Who is Kristaps Porzingas?

TNM
7 years ago

I witnessed the swim in person. He took a half stroke into the wall on at least two turns so a 49.xx 100 breast relay split is possible for Wilson.

Andrew Majeske
Reply to  TNM
7 years ago

Yeah– he really jammed the 50 turn…

PVK
7 years ago

What could he go in a 50 split?

PVK
Reply to  PVK
7 years ago

Probably around his 23.1 opener 😉

Andrew Majeske
Reply to  PVK
7 years ago

I think he also went 23.1 on the 200 medley relay….

Fluidg
7 years ago

That swim was insane! Video game material. Wilson blasted off a body length behind, surged to even on the pullout, then launched out of the water into a full body length lead on the first stroke!! 23.1 split. He died hard the last few strokes and still nearly broke 50. Un believable,

Coach Mike 1952
Reply to  Fluidg
7 years ago

That kind of light’s out swimming brings to mind Adam Peaty vs.
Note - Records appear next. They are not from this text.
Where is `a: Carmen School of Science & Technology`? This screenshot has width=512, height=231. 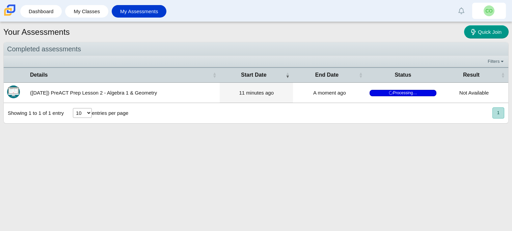 a: Carmen School of Science & Technology is located at coordinates (10, 15).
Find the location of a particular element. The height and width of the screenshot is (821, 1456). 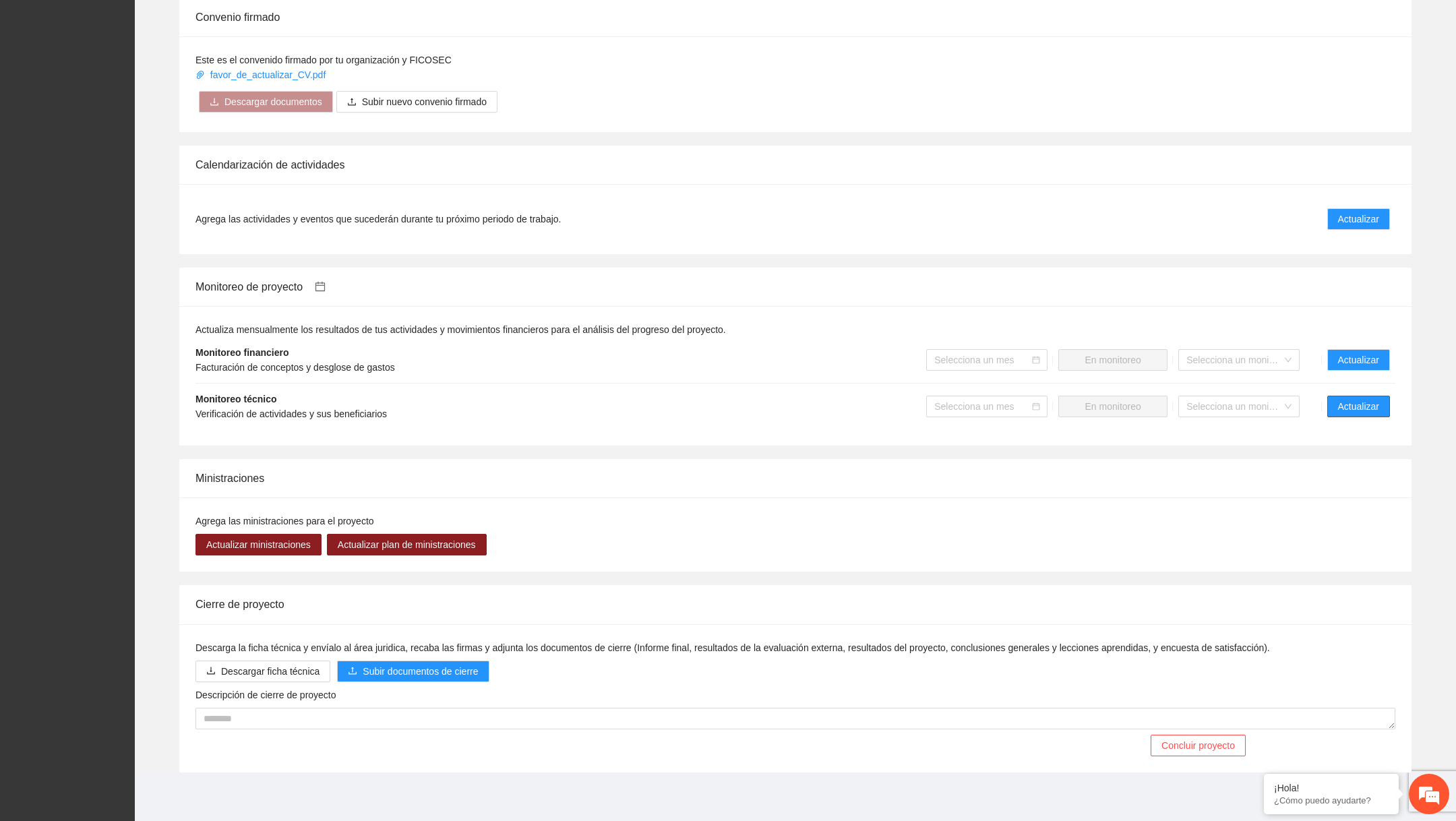

span: Actualizar plan de ministraciones is located at coordinates (407, 544).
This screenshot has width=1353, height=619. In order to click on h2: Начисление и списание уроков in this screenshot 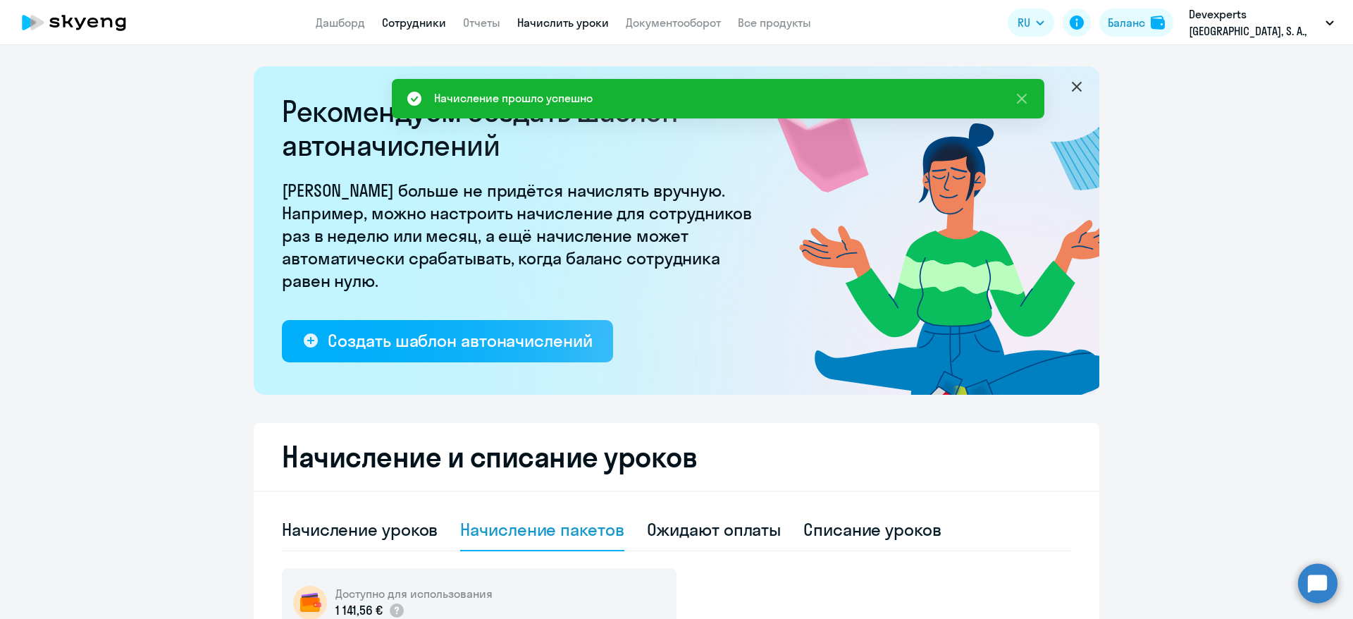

Cody Miller in the Rio Men’s 400 MR breaststroke leg, which put England in the lead (temporarily, anyway). Both amazing swims.

About Karl Ortegon

Karl Ortegon

Karl Ortegon studied sociology at Wesleyan University in Middletown, CT, graduating in May of 2018. He began swimming on a club team in first grade and swam four years for Wesleyan.